Bibliography
Course Hero. "The Book of Margery Kempe Study Guide." Course Hero. 28 June 2019. Web. 2 Oct. 2023. <https://www.coursehero.com/lit/The-Book-of-Margery-Kempe/>.
In text
(Course Hero)
Bibliography
Course Hero. (2019, June 28). The Book of Margery Kempe Study Guide. In Course Hero. Retrieved October 2, 2023, from https://www.coursehero.com/lit/The-Book-of-Margery-Kempe/
In text
(Course Hero, 2019)
Bibliography
Course Hero. "The Book of Margery Kempe Study Guide." June 28, 2019. Accessed October 2, 2023. https://www.coursehero.com/lit/The-Book-of-Margery-Kempe/.
Footnote
Course Hero, "The Book of Margery Kempe Study Guide," June 28, 2019, accessed October 2, 2023, https://www.coursehero.com/lit/The-Book-of-Margery-Kempe/.
Now reputed to be "a right good woman," Margery Kempe was asked to visit and pray for a mother suffering from postpartum psychosis (Chapter 75)—a condition following giving birth, more severe than postpartum depression, in which a woman may have hallucinations, delusions, and mood swings. She did, and the woman recovered despite the grim expectations of her friends and family. Kempe's aging husband, meanwhile, suffered a head injury as the result of a bad fall (Chapter 76). He ended up requiring her constant care, especially after he "turned childish again" (lapsed into senility). Townspeople accused Kempe of responsibility for her husband's accident, claiming that if they had lived together, she could have prevented the fall. Kempe took on the duty of caring for her husband as a command from Jesus. Although the work interfered with her prayer and contemplation, she was not unhappy to do it. Chapter 77 flashes back to an earlier stage in Kempe's life, when she was first afflicted with the "wonderful cries" that so disturbed her neighbors. At that time she prayed unsuccessfully for God to "take these cryings from me." Because they were a sign of grace, God refused once again to do so.
Kempe next recalls a protracted mystical experience that took place on Palm Sunday in an unspecified year (Chapter 78). During a religious procession, Kempe imagined she was in Jerusalem, witnessing Jesus make his triumphal entry to the city a week before the Crucifixion. The reverie continues in Chapter 79, where Kempe witnessed a conversation in which Jesus, soon to be killed, promised his mother to return for her in glory. After this, Kempe watched the series of events known as the Passion (Chapter 80): Jesus ascended the Mount of Olives and prayed in the Garden of Gethsemane before being arrested and brought before Pontius Pilate. Once condemned, Jesus was tied to a pillar and whipped and then forced to carry the cross to his place of execution, where he was nailed to the cross and left to die. Kempe commiserated with Mary over the slain body of Christ. After Jesus was buried (Chapter 81), Kempe waited sorrowfully with Mary until the following Sunday, when she participated in the joy of the Resurrection.
Holy Week, as the week from Palm Sunday to Easter is known, is the high point of the Christian liturgical year, so it is not altogether surprising for Margery Kempe to have especially profound mystical experiences at this time. The events she recalls in Chapters 79–81 are found in all four Gospels, though Matthew and Luke provide the most substantial accounts. Several of the episodes in which Kempe imaginatively participated, such as the Scourging at the Pillar, were later incorporated into the set of Catholic Lenten devotions known as the Stations of the Cross. They were also common subjects for religious art and iconography throughout the Middle Ages. Kempe, however, seems to need very little pretext to call the Passion narrative to mind: the Holy Week devotions amplify an already latent tendency in her spiritual life and give it full, florid expression.
The anti-Semitism pervading Kempe's account of the Passion is sadly typical of medieval Christianity. The situational irony of having Mary, who was herself Jewish, decry the cruelty of the Jews toward her son was apparently lost on Kempe. It was lost, too, on the many others of Kempe's time and after, who slandered the Jewish people as "Christ-killers."
A final notable point in Kempe's visionary version of the Passion is her identification with Mary Magdalene. Revered as a saint, Mary Magdalene (often "the Magdalene") is mentioned in the Bible as a repentant sinner who later became fervently devoted to Jesus. A longstanding tradition associates her with the Mary who, elsewhere in the Gospels, washed Jesus's feet with her tears and anointed them with perfume, thereby symbolically preparing him for burial. Kempe, in stressing her connection to the Magdalene, may be expressing both her repentance of her sins and her lingering doubts about her worthiness.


**Exercise requirements:** All of the records must come back exactly as they were given.

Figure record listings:
◇ ◇ ◇ ◇ ◇ ◇ ◇
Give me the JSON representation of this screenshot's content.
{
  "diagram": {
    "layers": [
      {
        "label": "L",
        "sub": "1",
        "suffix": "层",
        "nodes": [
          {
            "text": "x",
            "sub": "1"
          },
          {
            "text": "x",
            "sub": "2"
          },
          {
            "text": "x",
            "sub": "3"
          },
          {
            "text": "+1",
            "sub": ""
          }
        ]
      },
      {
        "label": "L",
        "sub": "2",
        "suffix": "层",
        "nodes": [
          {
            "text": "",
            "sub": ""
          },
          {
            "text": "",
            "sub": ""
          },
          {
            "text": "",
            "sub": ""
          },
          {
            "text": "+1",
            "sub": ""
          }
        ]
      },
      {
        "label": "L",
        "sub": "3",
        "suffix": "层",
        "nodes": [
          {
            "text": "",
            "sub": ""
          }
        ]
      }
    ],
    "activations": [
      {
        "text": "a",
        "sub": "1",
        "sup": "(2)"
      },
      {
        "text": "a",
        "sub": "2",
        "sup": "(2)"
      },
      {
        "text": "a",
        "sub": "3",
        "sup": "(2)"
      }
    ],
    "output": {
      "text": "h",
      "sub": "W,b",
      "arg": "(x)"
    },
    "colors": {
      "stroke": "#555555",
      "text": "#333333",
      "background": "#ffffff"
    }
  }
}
◇ ◇ ◇ ◇ ◇ ◇ ◇
**Response area:**
Give me the JSON representation of this screenshot's content.
{
  "diagram": {
    "layers": [
      {
        "label": "L",
        "sub": "1",
        "suffix": "层",
        "nodes": [
          {
            "text": "x",
            "sub": "1"
          },
          {
            "text": "x",
            "sub": "2"
          },
          {
            "text": "x",
            "sub": "3"
          },
          {
            "text": "+1",
            "sub": ""
          }
        ]
      },
      {
        "label": "L",
        "sub": "2",
        "suffix": "层",
        "nodes": [
          {
            "text": "",
            "sub": ""
          },
          {
            "text": "",
            "sub": ""
          },
          {
            "text": "",
            "sub": ""
          },
          {
            "text": "+1",
            "sub": ""
          }
        ]
      },
      {
        "label": "L",
        "sub": "3",
        "suffix": "层",
        "nodes": [
          {
            "text": "",
            "sub": ""
          }
        ]
      }
    ],
    "activations": [
      {
        "text": "a",
        "sub": "1",
        "sup": "(2)"
      },
      {
        "text": "a",
        "sub": "2",
        "sup": "(2)"
      },
      {
        "text": "a",
        "sub": "3",
        "sup": "(2)"
      }
    ],
    "output": {
      "text": "h",
      "sub": "W,b",
      "arg": "(x)"
    },
    "colors": {
      "stroke": "#555555",
      "text": "#333333",
      "background": "#ffffff"
    }
  }
}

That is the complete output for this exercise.